Five Measures of Management (continued)
What is the ideal management structure for your organization? Young, Cameron and Greer agree that the best IT management structure parallels the business structure. "The management model defines what is optimized, what innovation is emphasized and where the revenue will be optimized," notes Young.
No matter which structure you choose, it should encompass five fundamental IT practices: infrastructure operations; new technology development; IT relationship management; architecture, planning and strategy; and the responsibilities of the office of the CIO -- human resources, finance and training.
Don't fall into the trap of making management structural decisions based on personalities. "The tendency in small-to-medium firms is to organize based on personalities instead of by role or IT process," warns Cameron. "Placing all architecture under the infrastructure operations manager makes it so that development has to come to ops for direction. This results in strange accumulations of responsibilities that create poor flow of work."

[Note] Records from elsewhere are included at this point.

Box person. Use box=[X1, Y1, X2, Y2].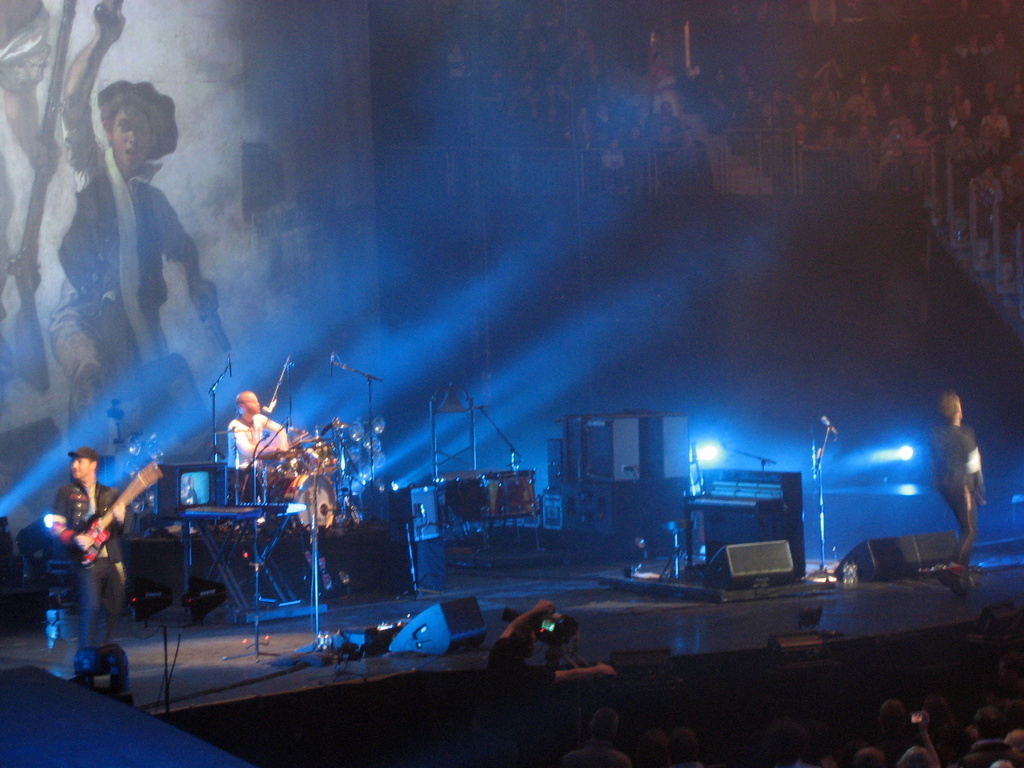
box=[226, 388, 289, 497].
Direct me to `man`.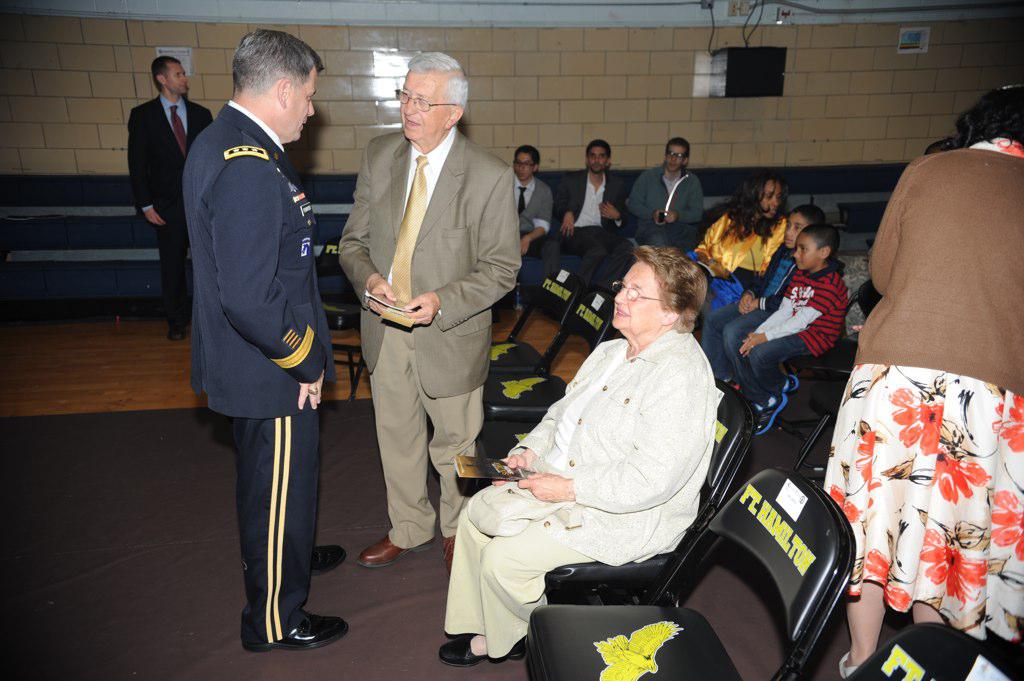
Direction: rect(184, 30, 352, 651).
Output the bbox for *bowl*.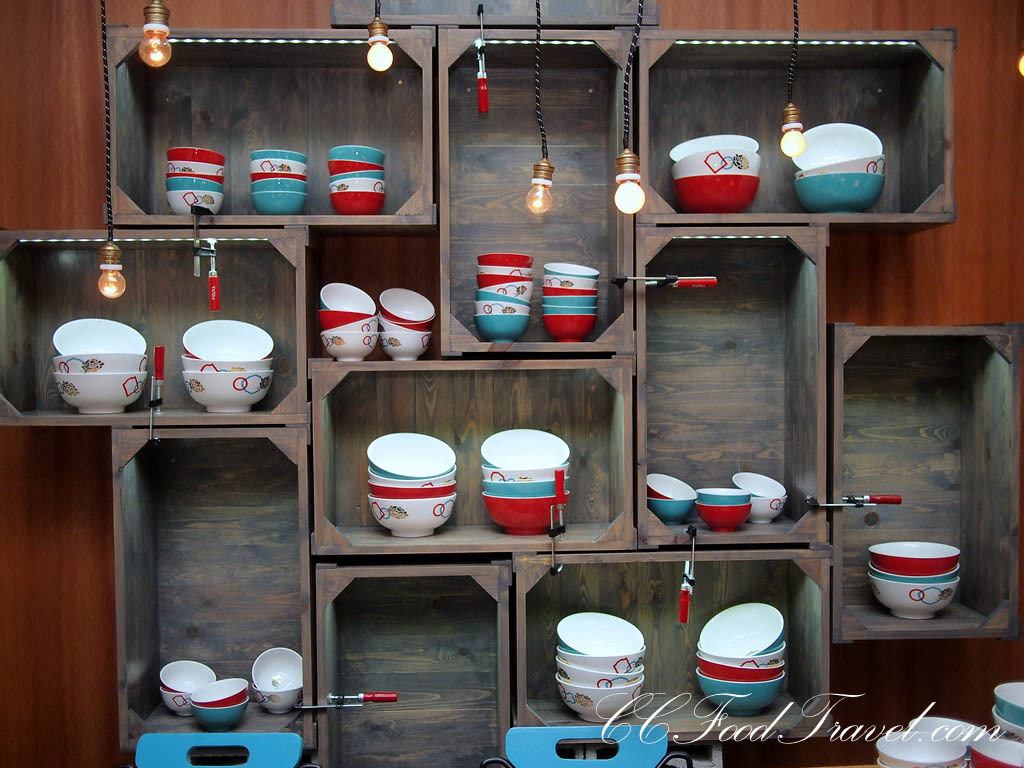
54/374/143/415.
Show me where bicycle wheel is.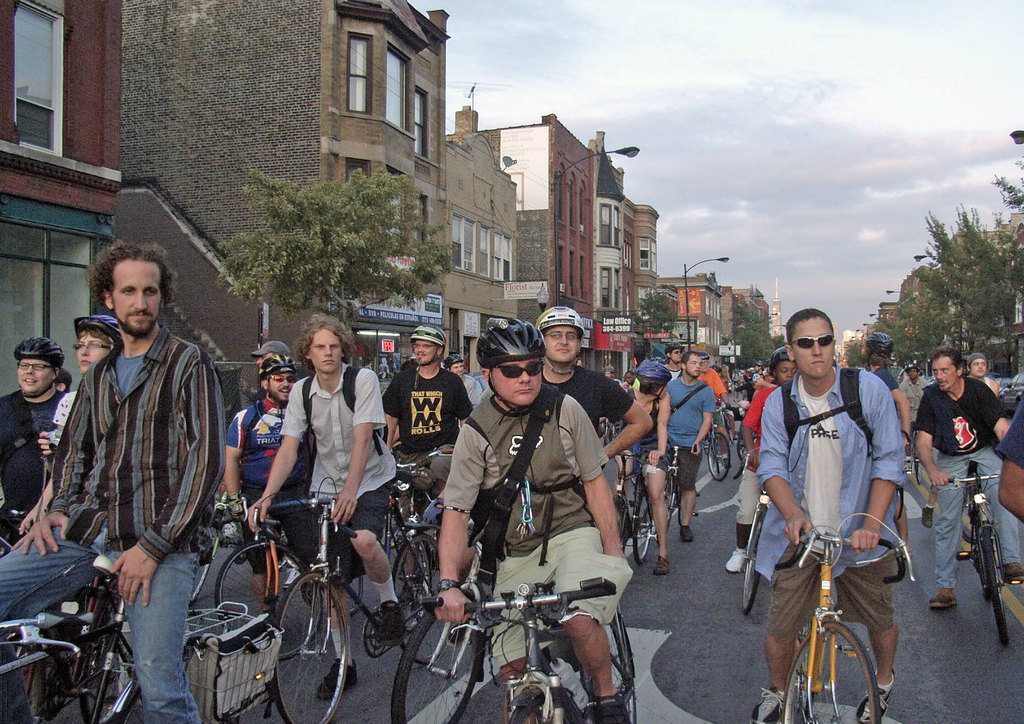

Five Measurements That Matter
There are five measurements that management can use to evaluate and plan IT staffing, regardless of the model:
- Employee time worked
- Staff turnover rates, both compared as a trend over time and against local HR trends
- Annual SWOT (Strengths, Weaknesses, Opportunities and Threats) analysis, as analyzed by the IT and business staff
- Performance against specific objectives for quality and expense improvement
- Calculation of work done per dollar spent per user
In the end, good IT management boils down to adopting a structure that enables the entire department to distinguish busywork from profitable production. "You must be flexible enough to be able to react quickly to situations, but structured enough that nothing falls through the cracks," says Greer.
About the Author
Pam Baker is the author of six books and numerous articles for national and international media such as CIO Today, Institutional Investor, Wireless IQ and Knight-Ridder/McClatchy newspapers.